Other airport business

The commission also voted 6-0 in favor of recommending an amended airport master lease, changing a sentence in the paragraph on “Use of Leased Premises” from “Non-aeronautical equipment shall not be stored in the hangar” to the following:

“Non aeronautical equipment may be permitted provided the items: 1) Do not impede the movement of the aircraft in and out of the hangar or impede access to aircraft; 2) Does not displace the aeronautical contents; 3) [Do] not impede access to aircraft or other aeronautical contents; 4) Do not violate airport rules and regulations, lease provisions, building codes or local ordinances. If the non-aeronautical equipment violates these conditions, the equipment shall not be stored in the hangar.”

Weasner noted that a fifth point of the Federal Aviation Administration’s five-point rule for storing non-aeronautical items in hangars was omitted. The rule, prohibiting hangars to “be used to conduct a non-aeronautical business or municipal function from the hangar, including inventory storage,” doesn’t apply to the issues the airport is dealing with, she said.

Weasner said upon review by the city attorney, the amended lease language will be brought to the city council for approval.

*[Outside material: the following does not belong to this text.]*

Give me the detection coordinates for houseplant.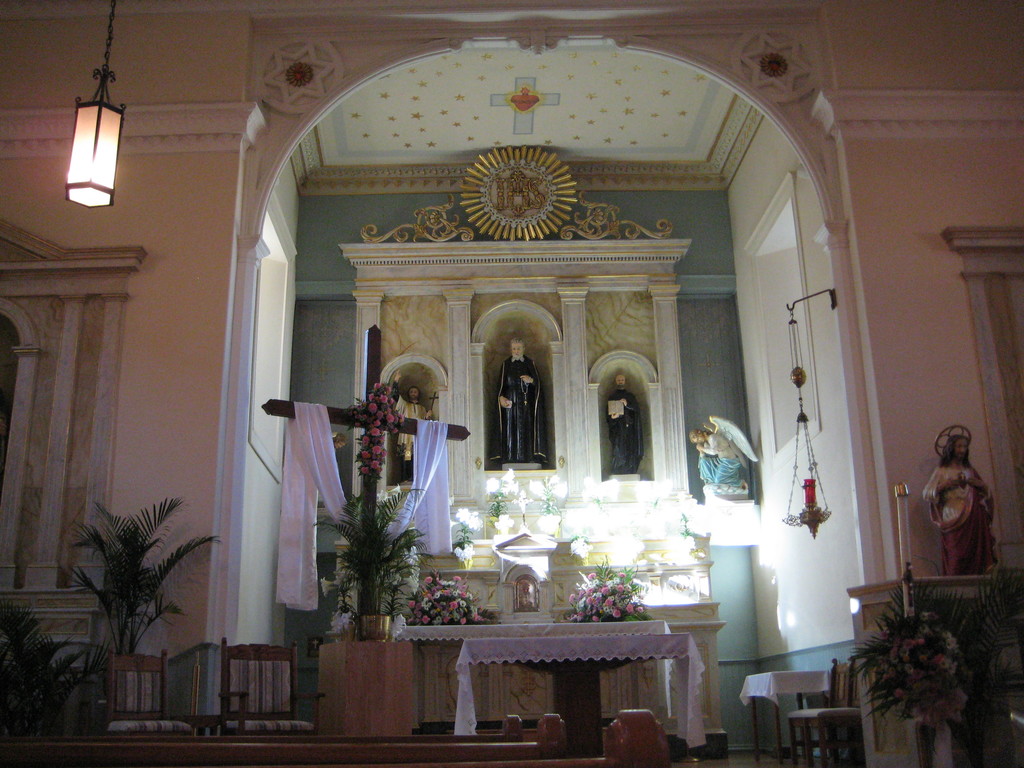
843:563:1023:767.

In other discussion, the airport commission:

  • Heard Weasner report that work continues on the taxilane reconstruction project.
  • Heard Weasner report that the city is still waiting for the airport hangar loan program, with construction of additional T-hangars remaining on the airport capital improvement program along with a runway reconstruction.
  • Heard Weasner report that the city was not awarded a grant to update the airport’s arrival-departure (A&D) building. Project Manager Matt Gustafson with TKDA said they will try again, with at least one year of the program left. “I think, last year, there were $8 billion in applications for $1 billion,” he said. “It’s still a long shot, but we might as well keep applying for it.”
  • Discussed lobbying state legislators and U.S. Rep. Michelle Fishbach for A&D funding.
  • Heard Burlingame report on the progress of replacing the airport’s Jet A fuel tank, noting the tank has been ordered and prices quoted for some concrete work. 

The airport commission’s next meeting is scheduled for 9:30 a.m. Wednesday, July 2 at Park Rapids City Hall.